Why This Semiconductor Chip Company Chose India Over China
semiconductor

Why This Semiconductor Chip Company Chose India Over China

Growing geopolitical tensions, coupled with supply chain constraints, have pushed many countries, including India, to consider building their own semiconductor capabilities. Over time, the US has attempted to hinder China’s semiconductor capabilities and also limit their access to high end Graphics Processing Units (GPUs), an important tool used for AI workloads.

“I really think chips are the new oil. While oil defined the 20th century, chips will define the 21st century and every country will want to own elements of manufacturing,” Krishna Rangasayee, the CEO and founder of SiMa.ai told AIM in an exclusive interview. 

Founded in 2018, the startup positions itself as a software company which also builds its own silicon. It focuses on developing AI solutions for the embedded edge computing market.

Despite being headquartered in San Jose, California, SiMa.ai has a significant presence in India, and around half of the startup’s innovation happens in India. 

Interestingly, the company has chosen India as a strategic market over China, which is the largest semiconductor market in the world.

(Watch the full video Interview on YouTube)

Engaging with India, Not China  

Rangasayee’s recent visit marked his third trip to India in a year. During these visits, Rangasayee, who has accumulated over 18 years at Xilinx, dedicates much of his time engaging with a diverse array of customers, including automobile manufacturers, drone companies, robotics firms, and public sector entities.

The company is betting on India’s renewed focus on manufacturing and semiconductor fabrication ambitions. “I think India is going to be an AI product focussed leader globally and a lot of innovation in AI will come from India,” he said. 

However, for strategic reasons, the company has chosen not to sell its chips in China. 

“The world of AI and chips and geopolitics is going to be complicated. We are a startup and we are very focussed on the applications that are coming together in the US and Europe. I have no doubt that it will be happening in India as well,” said Rangasayee.

It’s a bold move for a startup, especially considering China’s status as the world’s largest semiconductor market. In 2022, global semiconductor sales totaled $574 billion, with China capturing a significant $180 billion, equating to a 31.4% market share.

Rangasayee’s decision not to engage with China might also be influenced by the US restrictions that prevent US companies from directly selling chips to China.  On the contrary, China has committed to fulfilling nearly 70% of its domestic silicon requirements internally by 2025. Rangasayee also said his decision to not engage with China has to do with AI regulation.

“AI is a complicated area.

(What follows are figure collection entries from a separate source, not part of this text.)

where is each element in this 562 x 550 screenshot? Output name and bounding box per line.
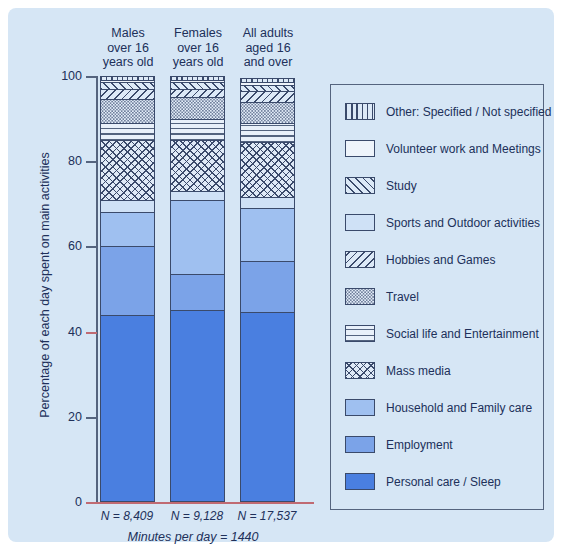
y-tick-80 bbox=[86, 161, 97, 163]
chart-figure: Males over 16 years old Females over 16 … bbox=[8, 8, 554, 542]
legend-item-personal-care-sleep[interactable]: Personal care / Sleep bbox=[345, 473, 501, 490]
bar-segment-employment bbox=[170, 274, 225, 310]
bar-segment-hobbies-and-games bbox=[240, 91, 295, 102]
y-tick-20 bbox=[86, 417, 97, 419]
bar-segment-volunteer-work-and-meetings bbox=[100, 80, 155, 82]
bar-segment-personal-care-sleep bbox=[100, 315, 155, 502]
bar-segment-travel bbox=[240, 102, 295, 123]
bar-segment-mass-media bbox=[100, 140, 155, 200]
y-tick-60 bbox=[86, 246, 97, 248]
legend-label-travel: Travel bbox=[386, 290, 419, 304]
bar-segment-other-specified-not-specified bbox=[170, 76, 225, 80]
legend-label-other-specified-not-specified: Other: Specified / Not specified bbox=[386, 105, 551, 119]
y-tick-100 bbox=[86, 76, 97, 78]
legend-item-sports-and-outdoor-activities[interactable]: Sports and Outdoor activities bbox=[345, 214, 540, 231]
chart-caption: Minutes per day = 1440 bbox=[68, 530, 318, 544]
y-tick-label-40: 40 bbox=[38, 325, 82, 339]
legend-swatch-household-and-family-care bbox=[345, 399, 375, 416]
bar-segment-personal-care-sleep bbox=[240, 312, 295, 502]
bar-segment-household-and-family-care bbox=[170, 200, 225, 275]
legend-label-social-life-and-entertainment: Social life and Entertainment bbox=[386, 327, 539, 341]
bar-segment-volunteer-work-and-meetings bbox=[240, 82, 295, 84]
bar-segment-employment bbox=[240, 261, 295, 312]
legend-item-other-specified-not-specified[interactable]: Other: Specified / Not specified bbox=[345, 103, 551, 120]
n-label-all-adults: N = 17,537 bbox=[222, 509, 312, 523]
legend-label-household-and-family-care: Household and Family care bbox=[386, 401, 532, 415]
legend-item-household-and-family-care[interactable]: Household and Family care bbox=[345, 399, 532, 416]
legend-item-mass-media[interactable]: Mass media bbox=[345, 362, 451, 379]
bar-segment-study bbox=[100, 82, 155, 88]
bar-segment-other-specified-not-specified bbox=[240, 78, 295, 82]
bar-segment-travel bbox=[170, 97, 225, 118]
legend-swatch-social-life-and-entertainment bbox=[345, 325, 375, 342]
legend-swatch-mass-media bbox=[345, 362, 375, 379]
legend-label-mass-media: Mass media bbox=[386, 364, 451, 378]
legend-item-travel[interactable]: Travel bbox=[345, 288, 419, 305]
legend-swatch-travel bbox=[345, 288, 375, 305]
bar-segment-social-life-and-entertainment bbox=[170, 119, 225, 140]
bar-segment-employment bbox=[100, 246, 155, 314]
bar-segment-household-and-family-care bbox=[240, 208, 295, 261]
legend-item-study[interactable]: Study bbox=[345, 177, 417, 194]
bar-segment-social-life-and-entertainment bbox=[240, 123, 295, 142]
bar-segment-other-specified-not-specified bbox=[100, 76, 155, 80]
bar-segment-study bbox=[240, 85, 295, 91]
y-axis-line bbox=[96, 76, 98, 503]
bar-segment-hobbies-and-games bbox=[100, 89, 155, 100]
legend-item-hobbies-and-games[interactable]: Hobbies and Games bbox=[345, 251, 495, 268]
legend-label-personal-care-sleep: Personal care / Sleep bbox=[386, 475, 501, 489]
bar-males bbox=[100, 76, 155, 502]
bar-segment-sports-and-outdoor-activities bbox=[170, 191, 225, 200]
legend-swatch-volunteer-work-and-meetings bbox=[345, 140, 375, 157]
bar-females bbox=[170, 76, 225, 502]
bar-segment-personal-care-sleep bbox=[170, 310, 225, 502]
legend-label-sports-and-outdoor-activities: Sports and Outdoor activities bbox=[386, 216, 540, 230]
bar-segment-sports-and-outdoor-activities bbox=[240, 197, 295, 208]
legend-label-study: Study bbox=[386, 179, 417, 193]
bar-segment-volunteer-work-and-meetings bbox=[170, 80, 225, 82]
bar-segment-travel bbox=[100, 99, 155, 122]
legend-label-employment: Employment bbox=[386, 438, 453, 452]
legend-item-volunteer-work-and-meetings[interactable]: Volunteer work and Meetings bbox=[345, 140, 541, 157]
legend-swatch-sports-and-outdoor-activities bbox=[345, 214, 375, 231]
column-header-all-adults: All adults aged 16 and over bbox=[230, 26, 306, 70]
y-tick-label-100: 100 bbox=[38, 69, 82, 83]
bar-segment-mass-media bbox=[170, 140, 225, 191]
y-tick-label-20: 20 bbox=[38, 410, 82, 424]
bar-all-adults bbox=[240, 76, 295, 502]
legend-item-social-life-and-entertainment[interactable]: Social life and Entertainment bbox=[345, 325, 539, 342]
bar-segment-household-and-family-care bbox=[100, 212, 155, 246]
legend-swatch-other-specified-not-specified bbox=[345, 103, 375, 120]
legend-label-hobbies-and-games: Hobbies and Games bbox=[386, 253, 495, 267]
column-header-females: Females over 16 years old bbox=[160, 26, 236, 70]
x-axis-baseline bbox=[96, 502, 314, 504]
legend-swatch-study bbox=[345, 177, 375, 194]
bar-segment-sports-and-outdoor-activities bbox=[100, 200, 155, 213]
bar-segment-social-life-and-entertainment bbox=[100, 123, 155, 140]
legend-swatch-hobbies-and-games bbox=[345, 251, 375, 268]
y-tick-label-80: 80 bbox=[38, 154, 82, 168]
legend-label-volunteer-work-and-meetings: Volunteer work and Meetings bbox=[386, 142, 541, 156]
bar-segment-hobbies-and-games bbox=[170, 89, 225, 98]
y-axis-title: Percentage of each day spent on main act… bbox=[38, 85, 52, 485]
chart-legend: Other: Specified / Not specifiedVoluntee… bbox=[330, 84, 544, 510]
legend-swatch-employment bbox=[345, 436, 375, 453]
y-tick-label-60: 60 bbox=[38, 239, 82, 253]
bar-segment-study bbox=[170, 82, 225, 88]
y-tick-label-0: 0 bbox=[38, 495, 82, 509]
legend-swatch-personal-care-sleep bbox=[345, 473, 375, 490]
bar-segment-mass-media bbox=[240, 142, 295, 197]
y-tick-40 bbox=[86, 332, 97, 334]
legend-item-employment[interactable]: Employment bbox=[345, 436, 453, 453]
column-header-males: Males over 16 years old bbox=[90, 26, 166, 70]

At some point, there will be an interesting set of regulations that will come together and as a startup, we need to be careful. We are not a big company and we cannot afford to engage and then revisit our engagement,” he said.

“We have so many opportunities in the US, Europe, India, Korea and Japan and that’s a very large market footprint for us,” he added.

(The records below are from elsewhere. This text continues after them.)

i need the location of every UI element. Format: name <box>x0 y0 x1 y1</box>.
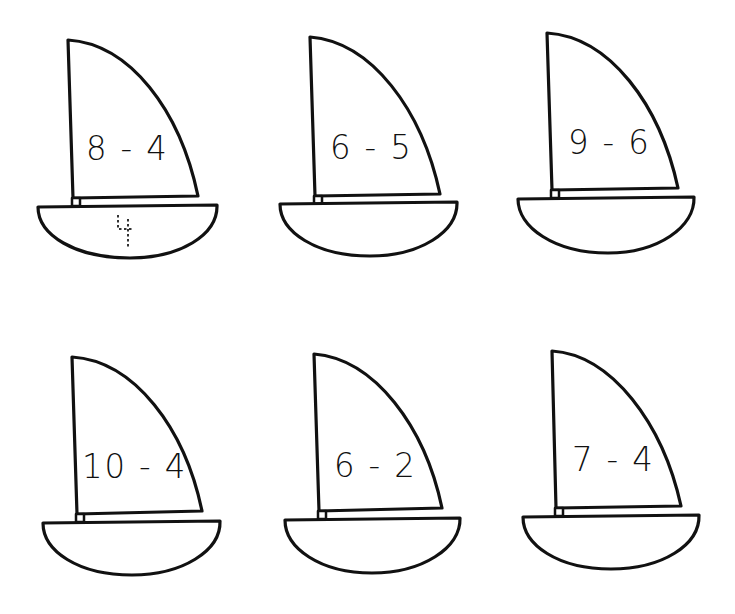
sailboat-5: 6 - 2 <box>270 345 470 585</box>
sail <box>68 40 198 198</box>
subtraction-problem: 6 - 2 <box>334 445 417 485</box>
answer-box-filled[interactable] <box>114 213 138 249</box>
hull <box>285 518 460 573</box>
sail <box>552 351 681 508</box>
mast-base <box>72 198 80 206</box>
sail <box>72 357 202 514</box>
sailboat-6: 7 - 4 <box>510 340 710 580</box>
sail <box>547 33 678 190</box>
worksheet-page: { "worksheet": { "title": "Sailboat subt… <box>0 0 735 614</box>
subtraction-problem: 8 - 4 <box>86 128 169 168</box>
hull <box>523 515 699 569</box>
sailboat-3: 9 - 6 <box>510 25 710 265</box>
sail <box>314 354 442 511</box>
sailboat-4: 10 - 4 <box>30 345 230 585</box>
subtraction-problem: 10 - 4 <box>82 446 187 486</box>
mast-base <box>76 514 84 522</box>
sailboat-2: 6 - 5 <box>272 30 472 270</box>
subtraction-problem: 7 - 4 <box>572 439 655 479</box>
hull <box>280 202 457 256</box>
subtraction-problem: 9 - 6 <box>568 122 651 162</box>
dotted-number-four-icon <box>114 213 138 249</box>
mast-base <box>555 508 563 516</box>
mast-base <box>318 511 326 519</box>
sailboat-1: 8 - 4 <box>30 30 230 270</box>
subtraction-problem: 6 - 5 <box>330 127 413 167</box>
mast-base <box>551 190 559 198</box>
hull <box>43 521 220 575</box>
hull <box>518 197 694 253</box>
sail <box>310 37 440 196</box>
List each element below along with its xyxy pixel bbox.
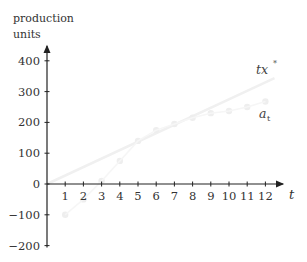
- x-tick-label: 11: [240, 189, 255, 203]
- x-tick-label: 7: [171, 189, 178, 203]
- series-label-a-t: a: [259, 106, 266, 121]
- x-tick-label: 1: [62, 189, 69, 203]
- x-tick-label: 6: [153, 189, 160, 203]
- y-tick-label: 300: [18, 85, 40, 99]
- y-tick-label: −200: [8, 239, 40, 253]
- series-label-a-t-sub: t: [267, 114, 271, 123]
- chart-canvas: −200−1000100200300400123456789101112ttx*…: [0, 0, 307, 262]
- x-tick-label: 8: [189, 189, 196, 203]
- series-tx-line: [47, 78, 275, 184]
- x-tick-label: 2: [80, 189, 87, 203]
- y-tick-label: 0: [33, 177, 40, 191]
- x-axis-label: t: [289, 187, 295, 202]
- x-tick-label: 3: [98, 189, 105, 203]
- x-tick-label: 9: [207, 189, 214, 203]
- x-tick-label: 12: [258, 189, 273, 203]
- series-label-tx-star-sup: *: [273, 59, 277, 68]
- y-tick-label: 200: [18, 115, 40, 129]
- y-tick-label: −100: [8, 208, 40, 222]
- y-tick-label: 400: [18, 54, 40, 68]
- series-label-tx-star: tx: [256, 62, 268, 77]
- x-tick-label: 4: [116, 189, 123, 203]
- x-tick-label: 5: [134, 189, 141, 203]
- x-tick-label: 10: [222, 189, 237, 203]
- y-tick-label: 100: [18, 146, 40, 160]
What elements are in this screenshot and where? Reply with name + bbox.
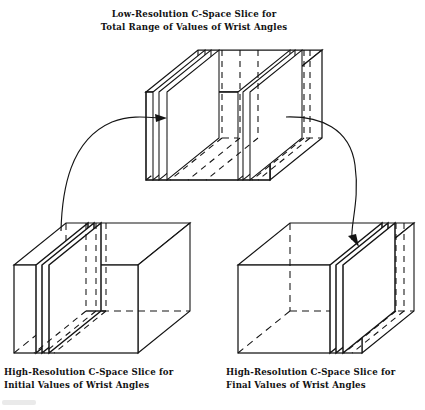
caption-line: Final Values of Wrist Angles bbox=[226, 379, 395, 392]
caption-line: Initial Values of Wrist Angles bbox=[4, 379, 173, 392]
caption-line: High-Resolution C-Space Slice for bbox=[4, 366, 173, 379]
caption-line: Low-Resolution C-Space Slice for bbox=[101, 8, 288, 21]
low-resolution-cspace-box bbox=[146, 50, 322, 180]
caption-line: High-Resolution C-Space Slice for bbox=[226, 366, 395, 379]
caption-high-resolution-initial: High-Resolution C-Space Slice for Initia… bbox=[4, 366, 173, 391]
high-resolution-final-box bbox=[238, 223, 414, 353]
cspace-slice-figure bbox=[0, 0, 425, 410]
scan-artifact bbox=[2, 400, 36, 405]
caption-high-resolution-final: High-Resolution C-Space Slice for Final … bbox=[226, 366, 395, 391]
caption-line: Total Range of Values of Wrist Angles bbox=[101, 21, 288, 34]
caption-low-resolution: Low-Resolution C-Space Slice for Total R… bbox=[101, 8, 288, 33]
high-resolution-initial-box bbox=[14, 223, 190, 353]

Preparing for a Multimodal World with Second-Gen Chips

The startup also recently announced its second-generation chips, which are fabricated by the Taiwanese semiconductor giant TSMC, are under preview and will be publicly launched in the first quarter of 2025. 

Built on 6 nm nodes, these chips are designed to run generative AI models on the edge along with computer vision models. The initial generation of these chips is tailored for computer vision applications at the edge only.

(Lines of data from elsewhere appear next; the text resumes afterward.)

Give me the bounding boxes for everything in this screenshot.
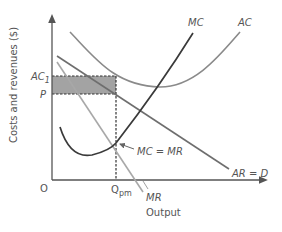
x-axis-label: Output [146,207,181,218]
ar-d-label: AR = D [231,168,269,179]
mr-pointer [143,181,148,189]
origin-label: O [40,183,48,194]
monopoly-diagram: Costs and revenues ($) O Output AC1 P Qp… [0,0,282,232]
mc-label: MC [188,17,204,28]
shaded-area [52,76,116,94]
qpm-label: Qpm [111,184,132,198]
p-label: P [40,89,47,100]
ac-label: AC [237,17,252,28]
ac1-label: AC1 [30,71,50,85]
mr-label: MR [146,192,162,203]
mc-curve [60,33,193,155]
y-axis-label: Costs and revenues ($) [8,27,19,143]
mc-eq-mr-pointer [120,144,134,149]
mc-eq-mr-label: MC = MR [137,146,183,157]
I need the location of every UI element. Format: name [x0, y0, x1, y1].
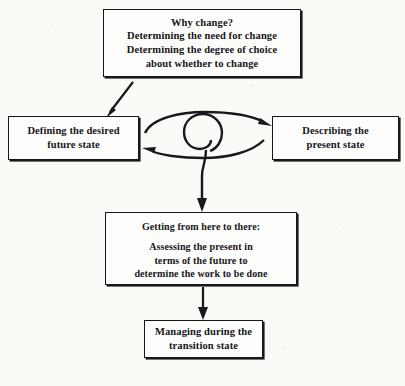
- node-why-change-line-4: about whether to change: [146, 57, 259, 71]
- node-getting-there-heading: Getting from here to there:: [142, 220, 260, 233]
- node-why-change-line-3: Determining the degree of choice: [127, 43, 278, 57]
- node-getting-there-line-1: Assessing the present in: [149, 240, 253, 253]
- node-why-change: Why change? Determining the need for cha…: [103, 9, 301, 77]
- node-getting-there-line-3: determine the work to be done: [134, 267, 267, 280]
- node-transition-state-line-2: transition state: [169, 339, 238, 353]
- node-future-state-line-1: Defining the desired: [27, 124, 119, 138]
- arrow-getting-there-to-transition-state: [198, 287, 208, 320]
- node-future-state: Defining the desired future state: [8, 116, 139, 160]
- node-why-change-line-2: Determining the need for change: [127, 29, 277, 43]
- spiral-icon: [184, 114, 222, 151]
- node-transition-state-line-1: Managing during the: [155, 325, 252, 339]
- node-why-change-line-1: Why change?: [171, 16, 233, 30]
- node-transition-state: Managing during the transition state: [144, 320, 263, 358]
- arrow-spiral-to-getting-there: [197, 150, 207, 212]
- node-present-state-line-1: Describing the: [302, 124, 368, 138]
- node-future-state-line-2: future state: [47, 138, 100, 152]
- node-present-state: Describing the present state: [272, 116, 399, 160]
- arrow-why-change-to-future-state: [106, 82, 133, 118]
- node-getting-there-line-2: terms of the future to: [154, 254, 247, 267]
- node-present-state-line-2: present state: [307, 138, 365, 152]
- node-getting-there: Getting from here to there: Assessing th…: [105, 212, 297, 285]
- change-process-diagram: Why change? Determining the need for cha…: [0, 0, 405, 386]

“The gen-one chips were on a 16 nm technology and no doubt we will have improvements in terms of power primarily but also on performance. Our partners continue to be TSMC, Arm and Synopsis and we are really appreciative of the help they provide in building this platform,” he said.

The startup aims to build one platform catering to original equipment manufacturers (OEMs) running convolutional neural networks (CNNs), vision transformers, as well as large multimodal models (LMMs).

Rangasayee believes multimodal is the future and this is what the startup has been preparing for. 

“Multimodal is going to be everywhere, from every device to appliances, be it a robot or an AI PC. You will be able to converse, watch videos, parse inputs, just like you talk to a human being.”

The startup has also outlined plans for a third generation of chips. Rangasayee mentioned the company’s potential to sell its chips to phone and PC makers but emphasised a cautious approach. However, the startup has no intention of developing chips for data centres.

AGI Might Not Happen in Our Lifetime

While Rangasayee envisions an AI-dominated future, we did ask his thoughts on the current discourse on artificial general intelligence (AGI).

While some notable figures have predicted AI to supersede human-level intelligence within this decade, Rangasayee has a different outlook.

He believes the current AI systems are nowhere near sentience.“I don’t see that happening with the current form of AI, at least in the next 50-100 years. I don’t see a rationale for how that’s connected.

“A lot has been written about it but what is happening is we are moving into an element of multimodality and mimicking things that really help us but the underlying architectures are far (x3) away from being sentient.”

Moreover, many in the industry hold the media complicit in hyping the capabilities of the current AI systems. Rangasayee agrees, “Many smart minds have already spoken about it, but unfortunately the media hypes the capabilities of AI. 

Nonetheless, he also adds that “You can never say never. I am an engineer at heart, and I live this every day. I don’t see a roadmap for AI systems having better human capacity and capability.”